Evernote Engineering originally managed its own on-prem servers and network. But with the increasing popularity of the business, scaling the infrastructure, maintenance and upgrade became challenging.

Dynamically scaling the on-prem infrastructure wasn’t as smooth as it’s on the cloud. The infrastructure maintenance was eating up resources that could be better utilized innovating and developing new features; focusing on what the customers wanted.

Migrating to the cloud and having the infrastructure managed by Google enabled them to move fast.


Core Modules of the Evernote’s Service

Let’s have a look at the core modules of Evernote’s service

USER NOTE STORE

This service module stores the user’s notes. The service block is built on shards and every shard has the capacity of supporting over 300 thousand users.

A shard comprises:

  • A client-facing front-end service that runs on Tomcat
  • A relational MySQL-based data storage layer
  • A Lucene search service that indexes user-generated content.

There are approx. 762 of these shards which comprehensively handle the entire customer base of Evernote.

ATTACHMENT STORAGE

This is a file storage layer that separately stores all the attachments which the users upload. This storage alone contains 206 servers. The attachments when uploaded are stored at two locations one locally and the other at a remote disaster recovery data center.

USER DATA STORE

This is a central user database that contains the user information, manages the authentication and such.

Besides these, there are quite a number of additional services such as handwriting and text recognition, caching, batch processing, etc. All these are powered by additional 200 Linux servers.


Migration Approach

Moving a workload with petabytes of data from an on-prem data center to the cloud is no easy feat. It requires a lot of care, focus and strategic planning. The entire migration was pulled off in 70 days.

A divide & conquer approach was followed in the migration in several different phases. Small chunks of workloads were migrated to the cloud and then validated and tested.

A couple of services such as the User Store and the Note Store that ran on Linux servers had a direct counterpart technology solution on the Google Cloud and thus were easy to move.

These services ran on-prem on a physical Linux-based data center & were migrated to the Linux virtual machines on the Google Cloud.

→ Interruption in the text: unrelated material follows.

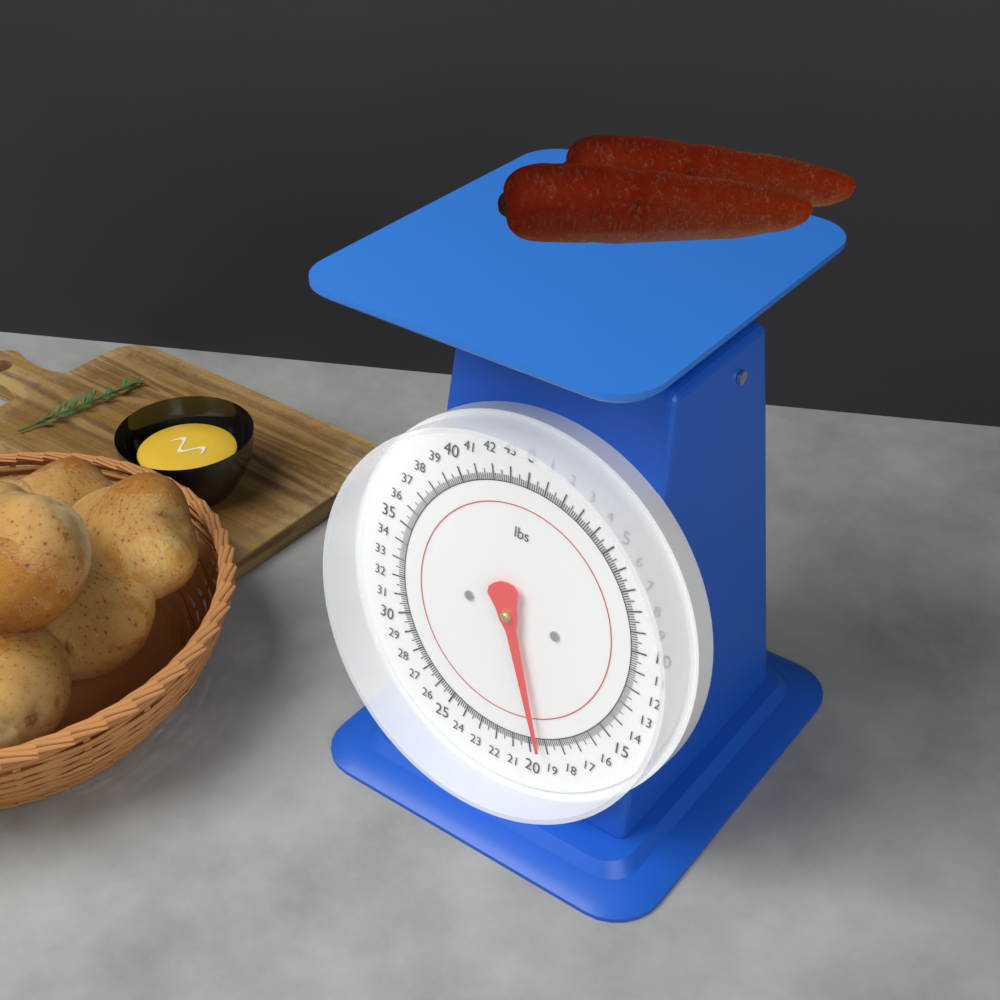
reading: 19.375 lbs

The rest of the modules such as the User Attachment Store, Recognition service, etc. required a significant modification to be moved over to the cloud.

The entire service migration and movement of data had a thorough security audit. Data privacy, infrastructure security everything was accounted for.

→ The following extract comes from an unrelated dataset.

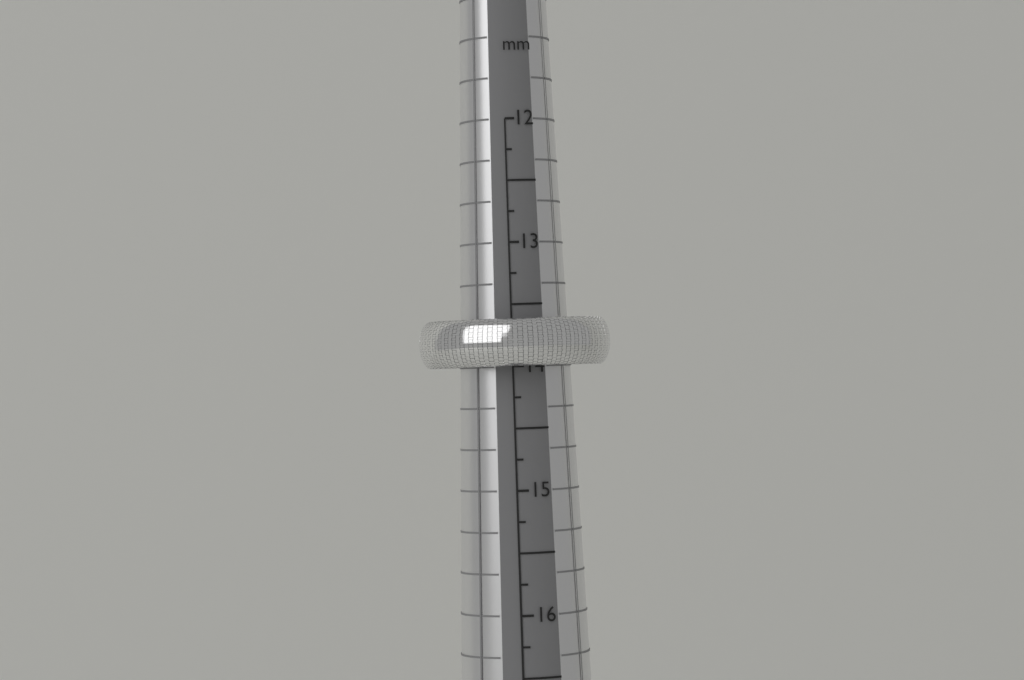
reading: 14.00 mm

The application leverages the container technology and serverless functions having evolved from a monolith to loosely coupled microservices.

The application’s uptime, performance, and monitoring are being assisted by Datadog which gives better visibility across the workload. It enabled the devs to create custom dashboards to further enhance the visibility into the workload stats, metrics from Google Compute Engine, Kubernetes and the App Engine.

Datadog is a Google Cloud partner. It’s a monitoring service for applications powered by the cloud.

This write-up is a gist of a 5 part blog article published by Evernote about their migration to GCP

Related read: Twitter’s migration to Google Cloud

Well, Folks, this is pretty much it. If you liked the article, do share it with your network for better reach.

Mastering the Fundamentals of the Cloud
If you wish to master the fundamentals of cloud computing. Check out my platform-agnostic Cloud Computing 101 course. It is part of the Zero to Mastering Software Architecture learning track, a series of three courses I have written intending to educate you, step by step, on the domain of software architecture and distributed system design. The learning track takes you right from having no knowledge in it to making you a pro in designing large-scale distributed systems like YouTube, Netflix, Hotstar, and more.